I was reading Eric Nguyen’s novel  “Things We Lost to the Water” (Penguin Random House, $14.43) when the images of desperate Haitians hoping to enter our country via Mexico began appearing in the news.

I thought of Percy Bysshe Shelley’s line, “hecatombs of broken hearts,” with regard to the human tragedy the images portrayed, and of the Children’s Crusade, a historic and nearly forgotten human disaster on an enormous scale in which some young 13th-century Europeans launched a hopeless attempt to reach the Holy Land.

Nguyen’s perhaps overpraised novel has to do with Vietnamese immigrants to New Orleans. One of its fictional threads tells the story of a family leaving Vietnam to become “boat people” when the father suddenly decides to stay behind. His embittered wife writes persistently to her husband about his children, one of which was born in a refugee camp, and is finally answered by a letter saying that he doesn’t want her to communicate with him in the future.

For me, it was the image of several planeloads of Haitian men being deported to Port-au-Prince that resonated with the novel. Were families separated? Would those people ever see one another again after a wandering trajectory that took some of them through Brazil and Chile to our border with Mexico?

You don’t have to be an advocate of open borders, which I am not, to feel the human pain of the frustration of those people who came so close yet so far from realizing their illusory goal. Nguyen’s novel rather imperfectly attempts to give an accounting of the way the traumas of their immigrant experience played out in the lives of each of the family members who made it to New Orleans. Like some ambitious homilists, Nguyen seems to have had trouble finding an ending, but does so with a bang: Hurricane Katrina brings the family together — in a way.

I was reading the novel to compare it to “Afterparties”  (HarperCollins, $21.99), a much-acclaimed collection of short stories by the son of Khmer immigrants from Cambodia, Anthony Veasna So, his first book released posthumously after his fatal drug overdose in late 2020.

“Afterparties” offers snapshots of the lives of Khmer who were resettled in So’s hometown of Stockton, California, and environs. It is a world of which I knew very little, of a people trying to make sense of their lives in a cultural context that is sometimes overwhelmingly alienating. It is a world of immigrants who are struggling, they run donut shops and specialty grocery stores, and their failures are mirrored through the consciousness of their partially assimilated children, orphaned of the traditional Buddhist culture and yet still strangers to a California culture heavy on drugs, fashion, promiscuous sex, and making money in whatever corner of the state they find themselves.

Both writers show a keen awareness of the many traumas in the lives of immigrants.

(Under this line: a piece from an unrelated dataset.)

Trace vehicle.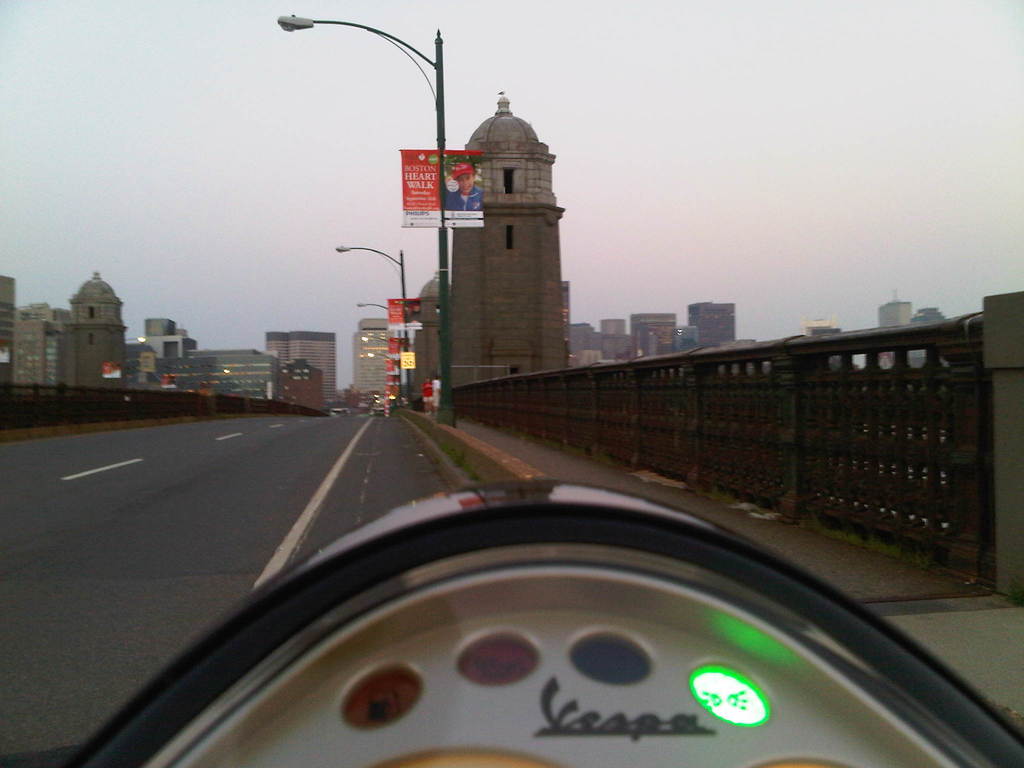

Their books have some examples of nice writing, making it little surprise that both made former President Barack Obama’s reading list this year.

“What We Lost to Water” has a scene that recalls Dostoyevsky’s “Crime and Punishment,” where a young Vietnamese immigrant is asked to beat up a Chinese woman who runs a grocery store. The would-be Raskolnikov loses heart when the Chinese woman makes him some food because he said he was hungry.

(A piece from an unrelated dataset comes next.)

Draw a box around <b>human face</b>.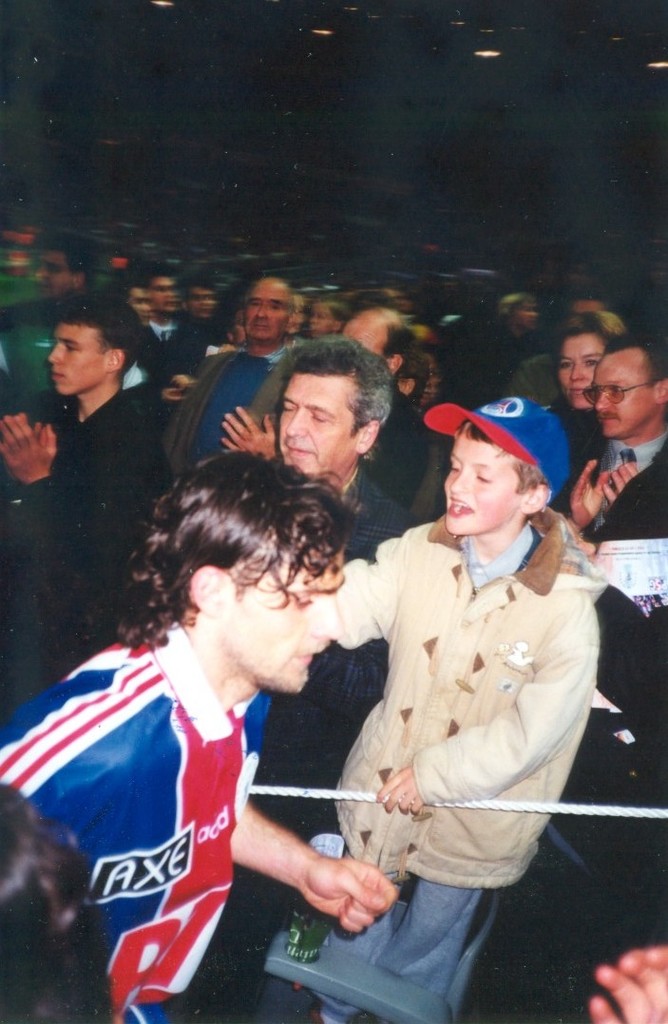
<bbox>215, 550, 346, 697</bbox>.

There is a story in So’s collection about a woman so distraught about her daughter’s tragic death that she becomes convinced that a baby born to a relative is the reincarnation of her lost loved one. She arranges a celebration that includes Buddhist monks and a feast from which the deceased woman’s daughter attempts to flee.

Nguyen records another Buddhist ceremony, based on a Vietnamese tradition, of renaming the deceased so that he does not become a hungry ghost and return to haunt the family every time his old name is mentioned.

The novel and the short stories also offer frank criticism of the Communist regimes of Vietnam and Cambodia, which surprised me. In a time when a kind of false nostalgia for socialistic experiments seems to be making a comeback in this country, it is instructive to listen to the voice of immigrants who have lived under communism’s evils. 

Both writers have the profile that is now chic in literary circles:  they represent immigrant cultures; they are alienated; they have no connection through religion with traditional Western culture; and are very interested in the specific challenges of living with same-sex attraction.

The last is a kind of de rigueur bona fide for seriousness now, not exempting Disney productions, which used to be innocent of such distractions. The trope makes for one of those Russian nesting doll effects: an alienation within an alienation within an alienation.

Alienation is the name of the game in our culture, generally, and helps explain why anxiety and anger is overwhelming us. The traumas of immigrants can mirror America’s conflict with the very idea of America. We see people desperate to be part of a society that is shattered into so many rivaling subcultures. In a Darwinian culture contest, the fittest do not always survive, and as a result, the lowest common denominator for culture might take us back to the Stone Age. The loss of values belonging to historic cultures matches the absence of the same in our culture.

There was a character in an old Broadway show who had a cracked pocket makeup mirror in her purse. When asked why she used such a thing, she said that it made her look like she felt. That is a little like what I feel about reading the two novels and looking at the news these days of the desperation at the border. We don’t look so well put together. Maybe that’s a message we can meditate on.